=== YOUR INSTRUCTIONS ===
Please copy every record below exactly, but leave the pictures out.

(Entries taken from a collection)
========================================================================

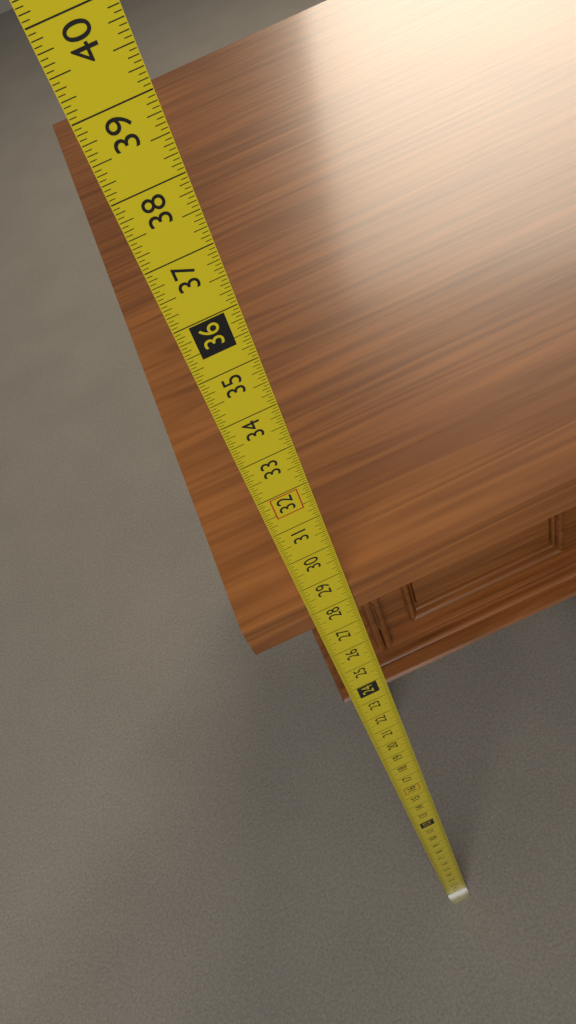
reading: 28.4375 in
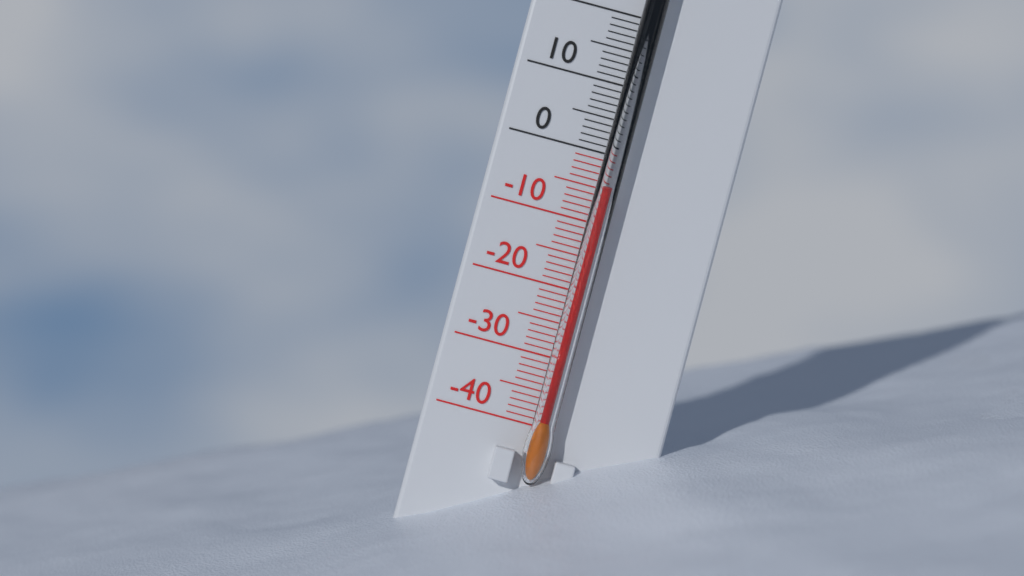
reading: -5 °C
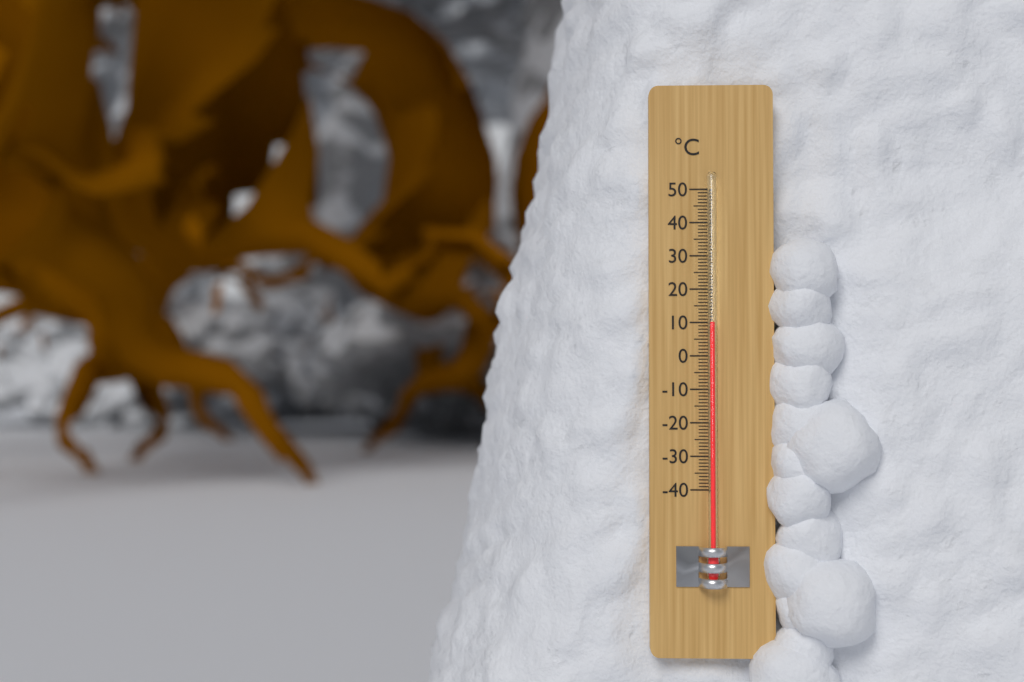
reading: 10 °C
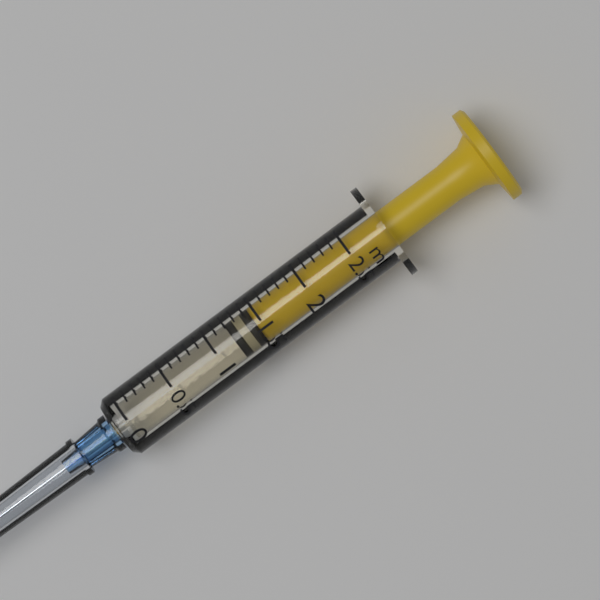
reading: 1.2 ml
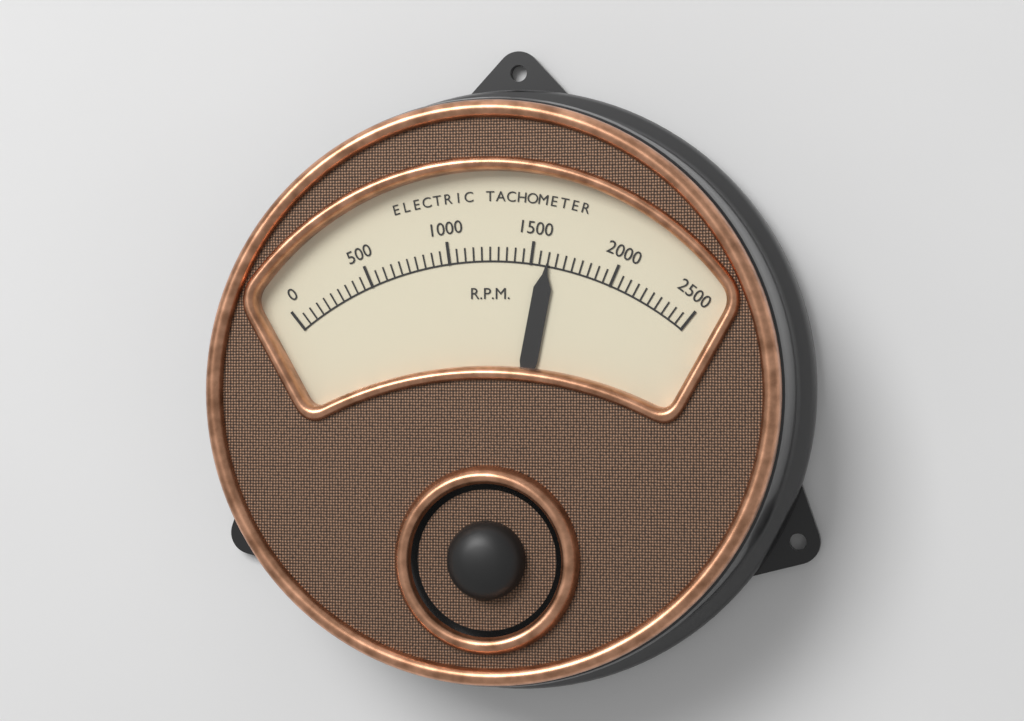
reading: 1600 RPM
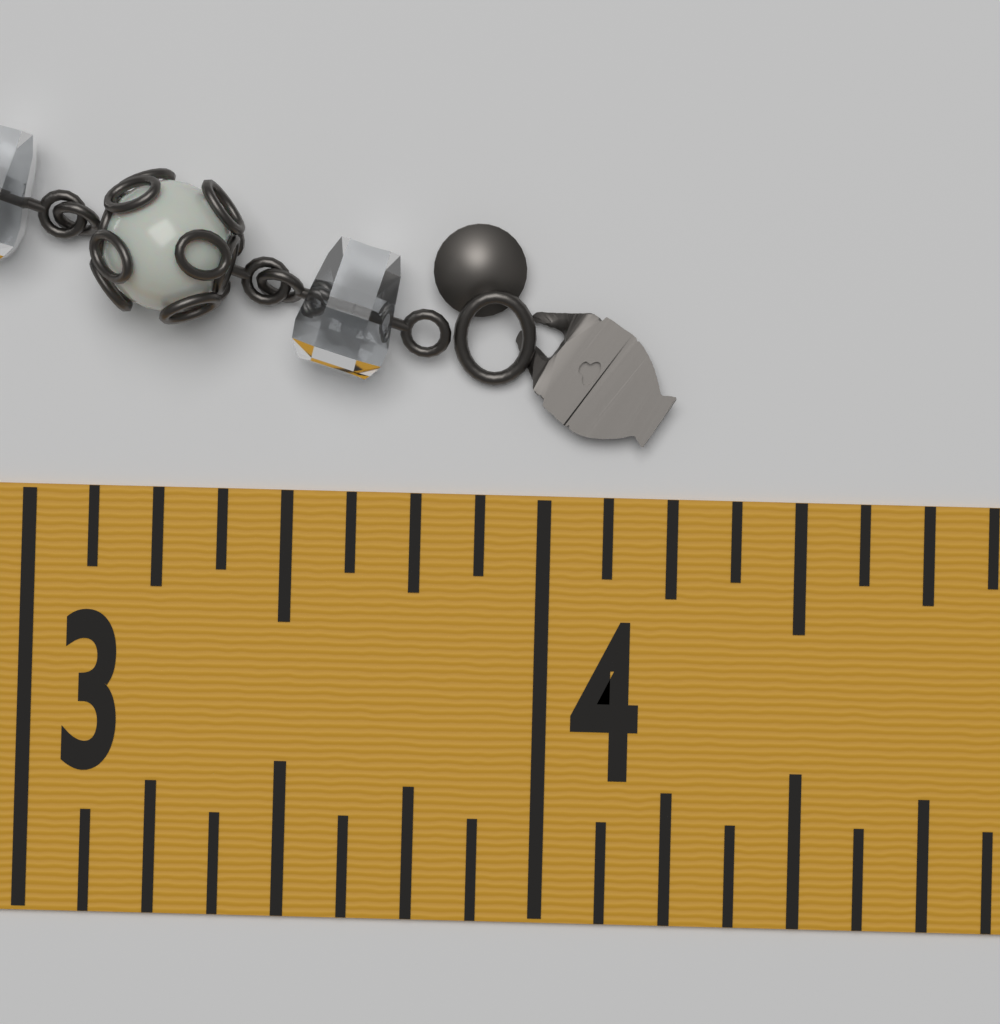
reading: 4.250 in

========================================================================

=== YOUR RESPONSE ===
reading: 28.4375 in
reading: -5 °C
reading: 10 °C
reading: 1.2 ml
reading: 1600 RPM
reading: 4.250 in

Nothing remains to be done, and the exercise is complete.